There is light in Ireland to-day, and hope for an Irish culture; the thing to be noted is that it comes from two movements, one for agricultural co-operation and the other for political independence—both of them definitely and specifically non-religious. This same thing has been true of the movements which have helped on happier nations, such as the republics of France and America, which have put an end to the power of the priestly caste to take property by force, and to dominate the mind of the child without its parents' consent.
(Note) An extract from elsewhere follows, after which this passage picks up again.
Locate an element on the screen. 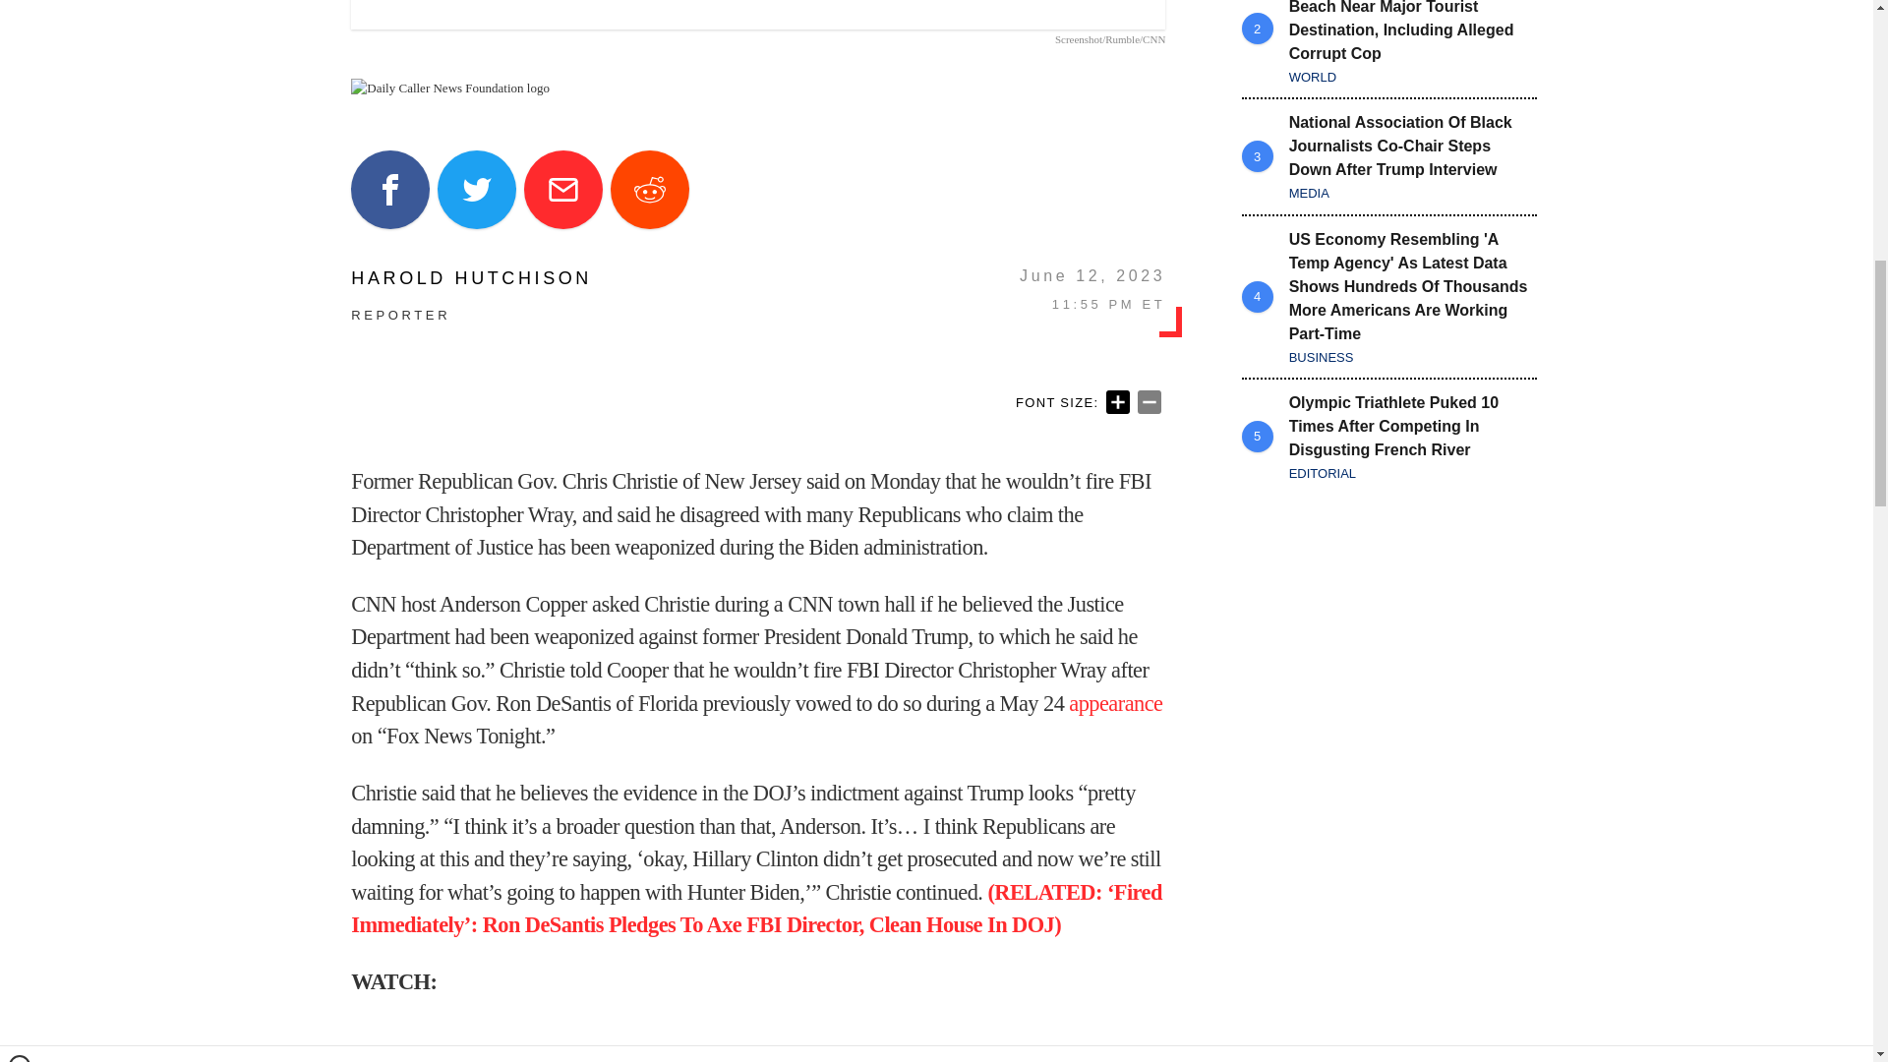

This is as far as any nation has so far gone; it has apparently not yet occurred to any legislature that the State may owe a duty to the child to protect its mind from being poisoned, even though it has the misfortune to be born of poisoned parents. It is still permitted that parents should terrify their little ones with images of a personal devil and a hell of eternal brimstone and sulphur; it is permitted to found schools for the teaching of devil-doctrines; it is permitted to organize gigantic campaigns and systematically to infect whole cities full of men, women and children with hell-fire phobias. In the American city where I write one may see gatherings of people sunk upon their knees, even rolling on the ground in convulsions, moaning, sobbing, screaming to be delivered from such torments. I open my morning paper and read of the arrest of five men and seven women in Los Angeles, members of a sect known as the "Church of the Living God", upon a charge of having disturbed the peace of their neighbors. The police officers testified that the accused claimed to be possessed of the divine spirit, and that as signs of this possession they "crawled on the floor, grunted like pigs and barked like dogs." There were "other acts, even more startling", about which the newspapers did not go into details. And again, a week or two later, I read how a woman has been heard screaming, and found tied to a bedpost, being whipped by a man. She belonged to a religious sect which had found her guilty of witchcraft. Another woman was about to shoot her, but this woman's nerve failed, and the "high priest" was called in, who decreed a whipping. The victim explained to the police that she would have deserved to be whipped had she really been a witch, but a mistake had been made—it was another woman who was the witch. And again in the Los Angeles "Times" I read a perfectly serious news item, telling how a certain man awakened one morning, and found on his pillow where his head had lain a perfect reproduction of the head of Christ with its crown of thorns. He called in his neighbors to witness the miracle, and declared that while he was not superstitious, he knew that such a thing could not have happened by chance, and he knew what it was intended to signify—he would buy more Liberty Bonds and be more ardent in his support of the war!

And this is the world in which our scientists and men of culture think that the battle of the intellect is won, and that it is no longer necessary to spend our energies in fighting "Religion!"